What Is in Icy Hot? Active Ingredients Explained

Icy Hot contains two main active ingredients: menthol and methyl salicylate. In the original cream and stick formulas, menthol is present at 10% and methyl salicylate at 30%. The balm version uses slightly lower concentrations, with 7.6% menthol and 29% methyl salicylate. These two compounds work together to create the signature cold-then-hot sensation the product is known for.

The Two Active Ingredients

Menthol is the ingredient responsible for the cooling feeling. It activates a specific cold-sensing receptor in your skin called TRPM8, the same receptor that fires when you touch something genuinely cold. Your brain interprets the signal as a drop in temperature even though your skin hasn’t actually gotten colder. Beyond the cooling sensation, menthol also blocks pain signals. It suppresses the activity of sodium channels in sensory nerves, functioning similarly to a mild local anesthetic. It also interacts with pathways in the spinal cord that use the body’s own pain-dampening systems, which helps explain why the relief can feel disproportionately strong for a product you simply rub on your skin.

Methyl salicylate is the warming ingredient, sometimes called oil of wintergreen. It’s a type of salicylate, closely related to aspirin. When applied to the skin, it chemically stimulates heat-sensing receptors, creating that warm or hot sensation. Like menthol, it doesn’t actually change the temperature of your tissue in any meaningful way. The warmth is a sensory illusion. The irritation of these thermal receptors can also override pain signals from deeper tissues like sore muscles or stiff joints, a principle known as counter-irritation.

How the “Icy” and “Hot” Sensations Work

The product’s name reflects what most people feel when they use it: an initial wave of coolness followed by building warmth. This happens because the menthol activates cold receptors quickly, while the methyl salicylate’s warming effect takes slightly longer to register. Neither ingredient heats or cools your body. Both are tricking your sensory nerves into reporting temperature changes that aren’t physically happening. That sensory distraction is itself the pain relief mechanism. By flooding your nervous system with strong temperature signals, the product effectively turns down the volume on pain signals traveling from the same area.

The Inactive Ingredients

The rest of the formula is a cream base designed to spread smoothly and absorb into the skin. In the original Icy Hot cream, these inactive ingredients include carbomer (a thickener), cetearyl alcohol and cetyl esters (which give the cream its texture), stearic acid, polysorbate 60, and water. None of these have pain-relieving effects. They exist to deliver the active ingredients evenly and keep the product stable on a shelf.

Different Icy Hot Products, Different Formulas

Not every Icy Hot product contains the same ingredients. The original cream, stick, and balm all use the menthol-plus-methyl-salicylate combination, but the concentrations differ. The stick and cream both contain 10% menthol and 30% methyl salicylate, while the balm has 7.6% menthol and 29% methyl salicylate.

The Icy Hot Max Lidocaine formula takes a completely different approach. Instead of methyl salicylate, it pairs menthol with 4% lidocaine, a numbing agent that blocks nerve signals more directly. Lidocaine is the same compound dentists use to numb your mouth before a procedure, though at a much lower concentration in a topical cream. This version also includes aloe, dimethicone (a silicone-based skin protectant), and a small amount of denatured alcohol. If you’re choosing between products, the lidocaine version leans more toward numbness, while the original formula leans toward the hot-and-cold sensory experience.

Who Should Be Cautious

Because methyl salicylate is chemically related to aspirin, anyone with a known aspirin sensitivity should be careful with original Icy Hot. This is especially important for people with aspirin-exacerbated respiratory disease, a condition involving asthma and nasal polyps where exposure to salicylates can trigger severe breathing problems. The salicylate in Icy Hot absorbs through your skin in small amounts, which is enough to cause a reaction in sensitive individuals.

You should also avoid applying Icy Hot to broken skin, wounds, or areas with a rash. The menthol and methyl salicylate are irritants by design, and they will cause intense burning on damaged skin. Don’t use it with heating pads or bandages that trap heat, as this can amplify the warming effect to the point of skin injury. The product labels also note it should not be used on children under 12 without guidance, since their smaller body size means the salicylate absorbed through the skin represents a proportionally larger dose.

How to Use It Effectively

For the original cream, stick, or balm, you apply a thin layer to the affected area up to three or four times per day. More isn’t better here. Piling on a thick layer won’t speed up relief, but it will increase the chance of skin irritation. The sensation typically kicks in within a few minutes and lasts roughly an hour or two, depending on the product form and how much you applied. Wash your hands thoroughly after use, because getting menthol or methyl salicylate near your eyes, nose, or mouth is painful. If the product causes blistering, severe redness, or a rash, stop using it.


__What is expected__: Every entry below should be reproduced exactly, with all pictures left out.

__Material for this exercise__:
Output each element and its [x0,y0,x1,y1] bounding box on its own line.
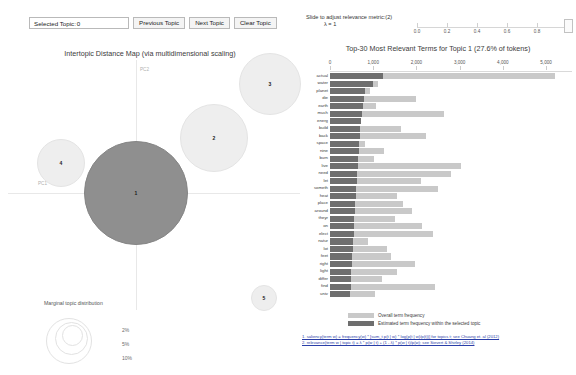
slider-tick-0.6 [507,23,508,27]
bar-term-label: elect [319,231,328,237]
bar-row[interactable]: someth [330,186,572,192]
slider-tick-label-0.6: 0.6 [504,29,510,34]
slider-tick-0.4 [477,23,478,27]
bar-term-label: planet [316,88,328,94]
bar-row[interactable]: live [330,163,572,169]
bar-row[interactable]: place [330,201,572,207]
bar-topic-frequency [330,141,359,147]
bar-topic-frequency [330,111,362,117]
bar-topic-frequency [330,253,352,259]
bar-row[interactable]: natur [330,238,572,244]
bar-topic-frequency [330,178,357,184]
barchart-x-axis [330,71,572,72]
bar-term-label: build [319,125,328,131]
bar-row[interactable]: actual [330,73,572,79]
relevance-slider-track[interactable] [417,27,567,28]
bar-topic-frequency [330,223,354,229]
slider-tick-0.2 [447,23,448,27]
bar-row[interactable]: univ [330,291,572,297]
bar-row[interactable]: much [330,111,572,117]
bar-term-label: find [321,283,328,289]
marginal-circle-2 [62,325,83,346]
previous-topic-button[interactable]: Previous Topic [133,17,185,29]
bar-row[interactable]: water [330,81,572,87]
x-tick-5000 [546,66,547,70]
marginal-legend-title: Marginal topic distribution [44,300,103,306]
bar-term-label: on [323,223,328,229]
legend-row-topic: Estimated term frequency within the sele… [348,320,480,326]
bar-row[interactable]: space [330,141,572,147]
bar-term-label: lot [323,246,328,252]
x-tick-3000 [460,66,461,70]
bar-row[interactable]: earth [330,103,572,109]
bar-row[interactable]: planet [330,88,572,94]
bar-topic-frequency [330,193,356,199]
selected-topic-label: Selected Topic: [34,20,76,27]
bar-row[interactable]: lot [330,246,572,252]
selected-topic-input[interactable]: Selected Topic: 0 [29,17,129,29]
topic-bubble-label-3: 3 [269,81,272,87]
bar-term-label: space [317,140,328,146]
intertopic-map-panel: Selected Topic: 0 Previous Topic Next To… [0,0,300,375]
marginal-tick-10: 10% [122,355,132,361]
topic-bubble-label-2: 2 [213,135,216,141]
bar-row[interactable]: let [330,178,572,184]
bar-row[interactable]: differ [330,276,572,282]
bar-row[interactable]: light [330,269,572,275]
bar-topic-frequency [330,118,361,124]
bar-row[interactable]: right [330,261,572,267]
bar-topic-frequency [330,171,357,177]
bar-term-label: earth [318,103,328,109]
x-tick-2000 [416,66,417,70]
relevance-slider-handle[interactable] [564,19,573,33]
slider-tick-0.0 [417,23,418,27]
topic-bubble-label-4: 4 [60,160,63,166]
ldavis-app: Selected Topic: 0 Previous Topic Next To… [0,0,576,375]
x-tick-label-2000: 2,000 [411,60,423,65]
bar-term-label: around [315,208,328,214]
bar-row[interactable]: elect [330,231,572,237]
legend-row-overall: Overall term frequency [348,312,480,318]
clear-topic-button[interactable]: Clear Topic [234,17,277,29]
legend-swatch-overall [348,313,374,318]
topic-bubble-label-5: 5 [263,295,266,301]
bar-topic-frequency [330,88,365,94]
x-tick-label-0: 0 [329,60,332,65]
bar-row[interactable]: on [330,223,572,229]
bar-topic-frequency [330,276,351,282]
bar-row[interactable]: heat [330,193,572,199]
bar-topic-frequency [330,103,363,109]
bar-topic-frequency [330,148,359,154]
slider-tick-label-0.4: 0.4 [474,29,480,34]
x-tick-4000 [503,66,504,70]
bar-row[interactable]: back [330,133,572,139]
bar-term-label: water [317,80,328,86]
bar-row[interactable]: around [330,208,572,214]
lambda-value-label: λ = 1 [324,21,336,27]
bar-topic-frequency [330,163,358,169]
bar-row[interactable]: need [330,171,572,177]
bar-row[interactable]: find [330,284,572,290]
marginal-topic-distribution-legend: Marginal topic distribution 2% 5% 10% [36,300,166,368]
bar-term-label: someth [314,185,328,191]
bar-topic-frequency [330,133,360,139]
barchart-title: Top-30 Most Relevant Terms for Topic 1 (… [300,44,576,53]
term-barchart-panel: Slide to adjust relevance metric:(2) λ =… [300,0,576,375]
bar-row[interactable]: energ [330,118,572,124]
bar-row[interactable]: theyr [330,216,572,222]
bar-term-label: die [322,95,328,101]
footnote-relevance[interactable]: 2. relevance(term w | topic t) = λ * p(w… [302,340,574,346]
relevance-slider-row: Slide to adjust relevance metric:(2) λ =… [302,14,576,42]
x-tick-label-1000: 1,000 [367,60,379,65]
intertopic-scatter[interactable]: PC2 PC1 12345 [8,60,300,310]
bar-row[interactable]: feet [330,253,572,259]
bar-topic-frequency [330,126,360,132]
bar-row[interactable]: build [330,126,572,132]
bar-row[interactable]: die [330,96,572,102]
bar-row[interactable]: nine [330,148,572,154]
bar-row[interactable]: burn [330,156,572,162]
slider-tick-label-0.8: 0.8 [534,29,540,34]
topic-bubble-label-1: 1 [135,190,138,196]
next-topic-button[interactable]: Next Topic [189,17,230,29]
bar-topic-frequency [330,96,364,102]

__Expected output__:
Output each element and its [x0,y0,x1,y1] bounding box on its own line.
slider-tick-0.6 [507,23,508,27]
bar-term-label: elect [319,231,328,237]
bar-row[interactable]: someth [330,186,572,192]
slider-tick-label-0.6: 0.6 [504,29,510,34]
slider-tick-0.4 [477,23,478,27]
bar-term-label: planet [316,88,328,94]
bar-row[interactable]: live [330,163,572,169]
bar-row[interactable]: place [330,201,572,207]
bar-topic-frequency [330,141,359,147]
bar-topic-frequency [330,111,362,117]
bar-topic-frequency [330,253,352,259]
bar-row[interactable]: natur [330,238,572,244]
bar-topic-frequency [330,178,357,184]
barchart-x-axis [330,71,572,72]
bar-term-label: build [319,125,328,131]
bar-row[interactable]: actual [330,73,572,79]
relevance-slider-track[interactable] [417,27,567,28]
bar-topic-frequency [330,223,354,229]
slider-tick-0.2 [447,23,448,27]
bar-row[interactable]: univ [330,291,572,297]
bar-row[interactable]: much [330,111,572,117]
bar-term-label: find [321,283,328,289]
marginal-circle-2 [62,325,83,346]
previous-topic-button[interactable]: Previous Topic [133,17,185,29]
bar-row[interactable]: water [330,81,572,87]
x-tick-5000 [546,66,547,70]
marginal-legend-title: Marginal topic distribution [44,300,103,306]
bar-term-label: on [323,223,328,229]
legend-row-topic: Estimated term frequency within the sele… [348,320,480,326]
bar-row[interactable]: space [330,141,572,147]
bar-term-label: lot [323,246,328,252]
x-tick-3000 [460,66,461,70]
bar-row[interactable]: earth [330,103,572,109]
bar-row[interactable]: planet [330,88,572,94]
bar-topic-frequency [330,193,356,199]
selected-topic-label: Selected Topic: [34,20,76,27]
bar-row[interactable]: lot [330,246,572,252]
selected-topic-input[interactable]: Selected Topic: 0 [29,17,129,29]
topic-bubble-label-3: 3 [269,81,272,87]
bar-term-label: space [317,140,328,146]
intertopic-map-panel: Selected Topic: 0 Previous Topic Next To… [0,0,300,375]
marginal-tick-10: 10% [122,355,132,361]
topic-bubble-label-2: 2 [213,135,216,141]
bar-row[interactable]: let [330,178,572,184]
bar-row[interactable]: differ [330,276,572,282]
bar-row[interactable]: light [330,269,572,275]
bar-topic-frequency [330,118,361,124]
bar-row[interactable]: right [330,261,572,267]
bar-topic-frequency [330,171,357,177]
bar-term-label: earth [318,103,328,109]
x-tick-2000 [416,66,417,70]
relevance-slider-handle[interactable] [564,19,573,33]
slider-tick-0.0 [417,23,418,27]
topic-bubble-label-4: 4 [60,160,63,166]
ldavis-app: Selected Topic: 0 Previous Topic Next To… [0,0,576,375]
x-tick-label-2000: 2,000 [411,60,423,65]
bar-term-label: around [315,208,328,214]
bar-row[interactable]: elect [330,231,572,237]
legend-row-overall: Overall term frequency [348,312,480,318]
clear-topic-button[interactable]: Clear Topic [234,17,277,29]
legend-swatch-overall [348,313,374,318]
topic-bubble-label-5: 5 [263,295,266,301]
bar-topic-frequency [330,88,365,94]
x-tick-label-0: 0 [329,60,332,65]
bar-row[interactable]: on [330,223,572,229]
bar-topic-frequency [330,276,351,282]
bar-row[interactable]: heat [330,193,572,199]
bar-topic-frequency [330,103,363,109]
bar-topic-frequency [330,148,359,154]
slider-tick-label-0.4: 0.4 [474,29,480,34]
x-tick-4000 [503,66,504,70]
bar-row[interactable]: back [330,133,572,139]
bar-term-label: water [317,80,328,86]
bar-row[interactable]: around [330,208,572,214]
lambda-value-label: λ = 1 [324,21,336,27]
bar-topic-frequency [330,163,358,169]
bar-row[interactable]: need [330,171,572,177]
bar-row[interactable]: find [330,284,572,290]
marginal-topic-distribution-legend: Marginal topic distribution 2% 5% 10% [36,300,166,368]
bar-term-label: someth [314,185,328,191]
bar-topic-frequency [330,133,360,139]
barchart-title: Top-30 Most Relevant Terms for Topic 1 (… [300,44,576,53]
term-barchart-panel: Slide to adjust relevance metric:(2) λ =… [300,0,576,375]
bar-row[interactable]: energ [330,118,572,124]
bar-row[interactable]: theyr [330,216,572,222]
bar-term-label: die [322,95,328,101]
footnote-relevance[interactable]: 2. relevance(term w | topic t) = λ * p(w… [302,340,574,346]
relevance-slider-row: Slide to adjust relevance metric:(2) λ =… [302,14,576,42]
x-tick-label-1000: 1,000 [367,60,379,65]
intertopic-scatter[interactable]: PC2 PC1 12345 [8,60,300,310]
bar-row[interactable]: feet [330,253,572,259]
bar-topic-frequency [330,126,360,132]
bar-row[interactable]: build [330,126,572,132]
bar-row[interactable]: die [330,96,572,102]
bar-row[interactable]: nine [330,148,572,154]
bar-row[interactable]: burn [330,156,572,162]
slider-tick-label-0.8: 0.8 [534,29,540,34]
topic-bubble-label-1: 1 [135,190,138,196]
next-topic-button[interactable]: Next Topic [189,17,230,29]
bar-topic-frequency [330,96,364,102]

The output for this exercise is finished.